The first signs are emerging that key Persian Gulf members of the Organization of Petroleum Exporting Countries (OPEC) are adjusting their strategies to cope with the growing threat that North American shale oil is making to their long-term dominance in global energy markets. The OPEC moves lag behind other international players such as Statoil and Sinochem, who are staking out a major stake in the U.S. shale industry but provide the first insights on how major oil producers might respond over time to the possibility of a future supply glut: Integration through foreign investment.
The U.S. Energy Information Administration (EIA) tallies that 20 percent of the $133.7 billion in investment in U.S. shale plays between 2008 and 2012 included joint ventures by foreign companies. In 2013, China’s Sinochem entered into a $1.7 billion venture with Pioneer Resources for a stake in the Wolfcamp shale.
Liquefied natural gas (LNG) powerhouse Qatar Petroleum (QP) might be next, according to Middle East Economic Survey. QP is considering investment in Canadian or U.S. shale upstream assets as a price hedge for its planned investment along with ExxonMobil to convert the Golden Pass LNG import terminal near Port Arthur, Texas, to an export facility. The QP strategy mirrors Statoil, which aimed to sustain a high growth path through diversification to foreign investment as it hit up against production constraints inside Norway. Qatar is facing possible long-term decline in its future crude oil production as well as an extended moratorium on further development of the massive North Field natural gas field.
Saudi Arabia can also tap its ongoing downstream investment and integration to protect its exports from shale oil competition. The expansion of Saudi Aramco’s joint venture Motiva refinery in Port Arthur, Texas, gives the Saudis leverage to try to maintain their geopolitically prominent, one million barrels a day plus crude exports to the United States even in the face of rising supplies from U.S. shale oil and Canadian oil sands. Saudi Arabia can ill-afford to get knocked out of the U.S. crude oil market at this delicate time when U.S. support could be more critical to the kingdom’s future. Saudi Arabia is also pursuing shale resources at home, which Baker Hughes estimates to be as large as 645 trillion cubic feet. Saudi Aramco has committed $9 billion to pilot projects such as the Quesaiba shale and the Nafud Basin north of Riyadh.
Kuwait has been more cautious in its response to the shale boom but its investment arm Aref Energy Holding Company has dabbled profitably in U.S. shale asset investment. Kuwait recently announced it will be studying its own shale resources at home.
Back in the 1980s, vertical integration was a key strategy employed by OPEC’s largest producers to cope with the encroachment of rising non-OPEC production and a related price collapse. The question remains whether the market is about to see a déjà vu or whether geopolitically-driven supply disruptions from traditional production regions like the Middle East or Venezuela will be enough to keep markets balanced in the coming years in the face of new supplies from North America and Africa.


EXERCISE DIRECTIONS: From the entries provided below, copy each line that contains the word "right".

'''

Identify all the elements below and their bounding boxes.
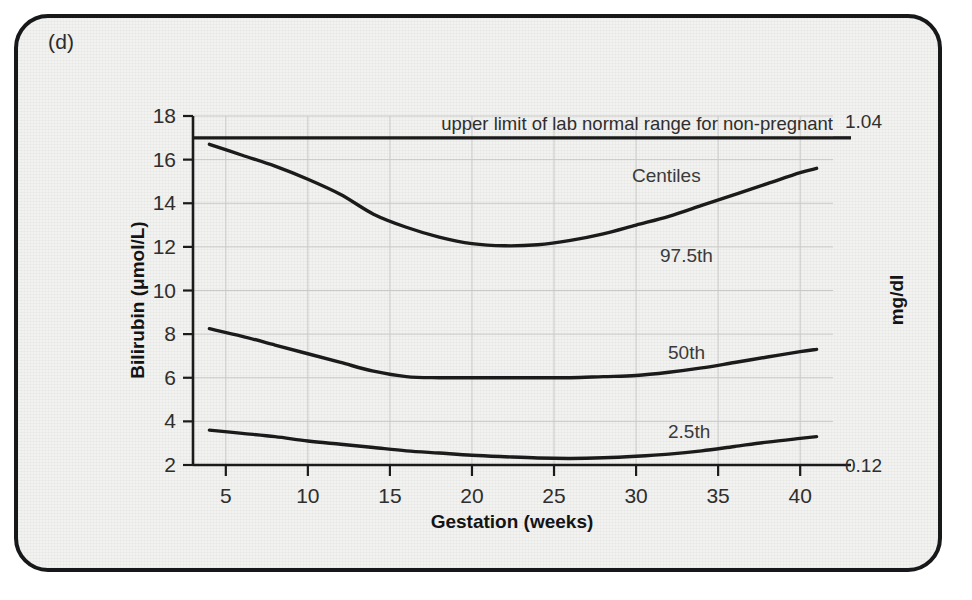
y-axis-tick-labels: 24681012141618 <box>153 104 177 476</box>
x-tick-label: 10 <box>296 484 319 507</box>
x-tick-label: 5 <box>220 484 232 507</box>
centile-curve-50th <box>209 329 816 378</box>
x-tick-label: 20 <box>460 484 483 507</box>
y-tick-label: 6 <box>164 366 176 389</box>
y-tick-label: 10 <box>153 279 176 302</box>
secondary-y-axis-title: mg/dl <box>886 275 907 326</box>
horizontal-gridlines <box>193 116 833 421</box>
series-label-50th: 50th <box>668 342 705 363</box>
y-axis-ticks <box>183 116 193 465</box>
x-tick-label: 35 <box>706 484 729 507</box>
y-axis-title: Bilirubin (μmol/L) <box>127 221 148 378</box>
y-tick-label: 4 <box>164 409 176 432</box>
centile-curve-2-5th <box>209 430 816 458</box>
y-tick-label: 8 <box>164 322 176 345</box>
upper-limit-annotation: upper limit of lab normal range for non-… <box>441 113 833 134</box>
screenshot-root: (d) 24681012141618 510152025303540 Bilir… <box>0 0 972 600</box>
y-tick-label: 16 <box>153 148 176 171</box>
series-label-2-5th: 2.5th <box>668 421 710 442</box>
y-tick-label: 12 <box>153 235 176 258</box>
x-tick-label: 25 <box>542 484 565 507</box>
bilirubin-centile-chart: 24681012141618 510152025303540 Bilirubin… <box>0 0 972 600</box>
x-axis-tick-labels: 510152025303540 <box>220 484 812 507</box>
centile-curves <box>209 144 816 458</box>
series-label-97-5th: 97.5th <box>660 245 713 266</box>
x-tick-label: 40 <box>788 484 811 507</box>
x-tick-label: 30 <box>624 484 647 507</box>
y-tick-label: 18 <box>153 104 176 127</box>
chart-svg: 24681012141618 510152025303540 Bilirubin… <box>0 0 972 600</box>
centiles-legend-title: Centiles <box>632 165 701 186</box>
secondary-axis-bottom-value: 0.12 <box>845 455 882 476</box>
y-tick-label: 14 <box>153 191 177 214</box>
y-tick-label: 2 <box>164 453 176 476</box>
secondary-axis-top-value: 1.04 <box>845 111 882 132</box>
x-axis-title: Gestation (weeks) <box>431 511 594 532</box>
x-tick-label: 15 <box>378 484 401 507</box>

'''
'''

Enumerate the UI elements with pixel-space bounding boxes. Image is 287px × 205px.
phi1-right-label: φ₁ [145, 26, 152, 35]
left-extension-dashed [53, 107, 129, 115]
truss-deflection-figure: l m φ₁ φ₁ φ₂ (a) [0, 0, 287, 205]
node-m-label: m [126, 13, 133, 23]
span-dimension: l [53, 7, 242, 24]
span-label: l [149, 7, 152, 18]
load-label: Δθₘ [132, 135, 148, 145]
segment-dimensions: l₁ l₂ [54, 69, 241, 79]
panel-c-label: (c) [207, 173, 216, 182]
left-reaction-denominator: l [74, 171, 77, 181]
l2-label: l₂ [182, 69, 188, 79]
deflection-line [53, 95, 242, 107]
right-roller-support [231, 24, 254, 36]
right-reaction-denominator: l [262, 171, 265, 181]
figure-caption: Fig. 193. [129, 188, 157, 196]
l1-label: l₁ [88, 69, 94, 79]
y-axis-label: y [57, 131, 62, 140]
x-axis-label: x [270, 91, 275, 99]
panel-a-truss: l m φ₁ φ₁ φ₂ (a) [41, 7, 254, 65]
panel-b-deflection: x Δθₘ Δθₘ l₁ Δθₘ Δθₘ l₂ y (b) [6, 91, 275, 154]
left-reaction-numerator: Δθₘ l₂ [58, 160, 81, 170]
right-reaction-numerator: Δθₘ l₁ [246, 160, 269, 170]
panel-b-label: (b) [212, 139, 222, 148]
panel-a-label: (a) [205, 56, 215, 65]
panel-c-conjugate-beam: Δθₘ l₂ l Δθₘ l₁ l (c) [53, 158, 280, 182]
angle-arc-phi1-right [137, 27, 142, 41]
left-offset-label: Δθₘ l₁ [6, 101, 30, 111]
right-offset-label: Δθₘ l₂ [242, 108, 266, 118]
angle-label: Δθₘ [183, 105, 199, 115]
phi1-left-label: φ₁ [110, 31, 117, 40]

'''

SOLUTION TO THIS PROBLEM:
phi1-right-label: φ₁ [145, 26, 152, 35]
right-roller-support [231, 24, 254, 36]
right-reaction-denominator: l [262, 171, 265, 181]
right-reaction-numerator: Δθₘ l₁ [246, 160, 269, 170]
angle-arc-phi1-right [137, 27, 142, 41]
right-offset-label: Δθₘ l₂ [242, 108, 266, 118]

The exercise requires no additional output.